Carmichael thought vaguely of flying down low and dropping his whole load of retardants on the creature, drowning it in gunk, getting even with the aliens for having taken Cindy from him. He shook his head. That’s crazy, he told himself. Cindy would feel sick if she knew he had ever considered any such thing.

But that’s what I’m like, he thought. Just an ordinary ugly vengeful Earthman. And that’s why I’m not going to go to that other planet, and that’s why she is.

He swung around past the spaceship and headed straight across Granada Hills and Northridge into Van Nuys Airport. When he was on the ground he sat at the controls of his plane a long while, not moving at all. Finally one of the dispatchers came out and called up to him, “Mike, are you okay?”

“Yeah. I’m fine.”

“How come you came back without dropping your load?”

Carmichael peered at his gauges. “Did I do that? I guess I did that, didn’t I?”

“You’re not okay, are you?”

“I forgot to dump, I guess. No, I didn’t forget. I just didn’t bother. I didn’t feel like doing it.”

“Mike, come on out of that plane.”

“I didn’t feel like doing it,” Carmichael said again. “Why the hell bother? This crazy city—there’s nothing left in it that I would want to save, anyway.” His control deserted him at last, and rage swept through him like fire racing up the slopes of a dry canyon. He understood what she was doing, and he respected it, but he didn’t have to like it. He didn’t like it at all. He had lost Cindy, and he felt somehow that he had lost his war with Los Angeles as well. “Fuck it,” he said. “Let it burn. This crazy city. I always hated it. It deserves what it gets. The only reason I stayed here was for her. She was all that mattered. But she’s going away, now. Let the fucking place burn.”

The dispatcher gaped at him in amazement. “Mike—”

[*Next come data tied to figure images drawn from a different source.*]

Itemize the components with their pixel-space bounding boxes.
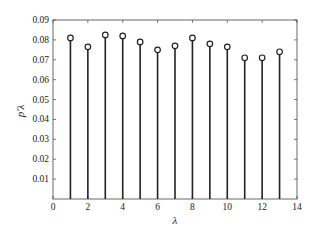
x-axis-label: λ	[172, 214, 178, 226]
stem-marker	[242, 55, 248, 61]
stem-marker	[155, 47, 161, 53]
y-tick-label: 0.09	[32, 15, 49, 25]
stem-marker	[120, 33, 126, 39]
stem-marker	[277, 49, 283, 55]
x-tick-label: 0	[51, 202, 56, 212]
stem-chart: 024681012140.010.020.030.040.050.060.070…	[0, 0, 315, 233]
stem-marker	[190, 35, 196, 41]
y-axis-label: p'λ	[14, 104, 26, 118]
x-tick-label: 14	[292, 202, 302, 212]
stem-marker	[68, 35, 74, 41]
stem-marker	[137, 39, 143, 45]
x-tick-label: 6	[155, 202, 160, 212]
x-tick-label: 2	[85, 202, 90, 212]
x-tick-label: 10	[223, 202, 233, 212]
y-tick-label: 0.07	[32, 55, 49, 65]
y-tick-label: 0.04	[32, 114, 49, 124]
y-tick-label: 0.05	[32, 95, 49, 105]
stem-marker	[172, 43, 178, 49]
y-tick-label: 0.02	[32, 154, 49, 164]
y-tick-label: 0.06	[32, 75, 49, 85]
stems	[68, 32, 283, 199]
y-tick-label: 0.01	[32, 174, 49, 184]
stem-marker	[102, 32, 108, 38]
stem-marker	[259, 55, 265, 61]
stem-marker	[207, 41, 213, 47]
y-tick-label: 0.08	[32, 35, 49, 45]
y-tick-label: 0.03	[32, 134, 49, 144]
stem-marker	[224, 44, 230, 50]
stem-marker	[85, 44, 91, 50]
x-tick-label: 12	[257, 202, 267, 212]
x-tick-label: 8	[190, 202, 195, 212]
x-tick-label: 4	[120, 202, 125, 212]
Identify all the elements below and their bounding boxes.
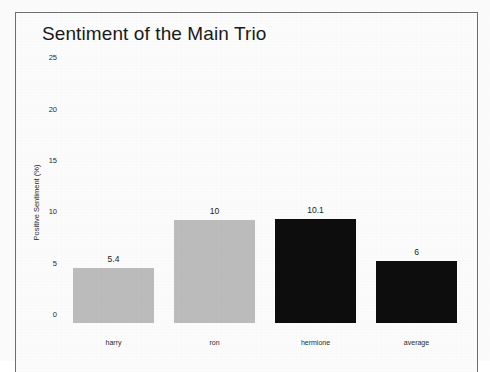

Carmichael moved his head slowly from side to side as though trying to shake a monstrous headache from it. Then he frowned. “No, that’s wrong,” he said. “You’ve got to do the job anyway, right? No matter how you feel. You have to put the fires out. You have to save what you can. Listen, Tim, I’m going to fly one last load today, you hear? And then I’ll go home and get some sleep. Okay? Okay?” He had the plane in motion, going down the short runway. Dimly he realized that he had not requested clearance. A little Cessna spotter plane moved desperately out of his way, and then he was aloft. The sky was black and red. The fire was completely uncontained now, and maybe uncontainable. But you had to keep trying, he thought. You had to save what you could. He gunned and went forward, flying calmly into the inferno in the foothills, until the wild thermals caught his wings from below and lifted him and tossed him like a toy skimming over the top, and sent him hurtling toward the waiting hills to the north.

Thus saith the Lord; Behold, I will raise up against Babylon, and against them that dwell in the midst of them that rise up against me, a destroying wind;

And will send unto Babylon fanners, that shall fan her, and shall empty her land: for in the day of trouble they shall be against her round about.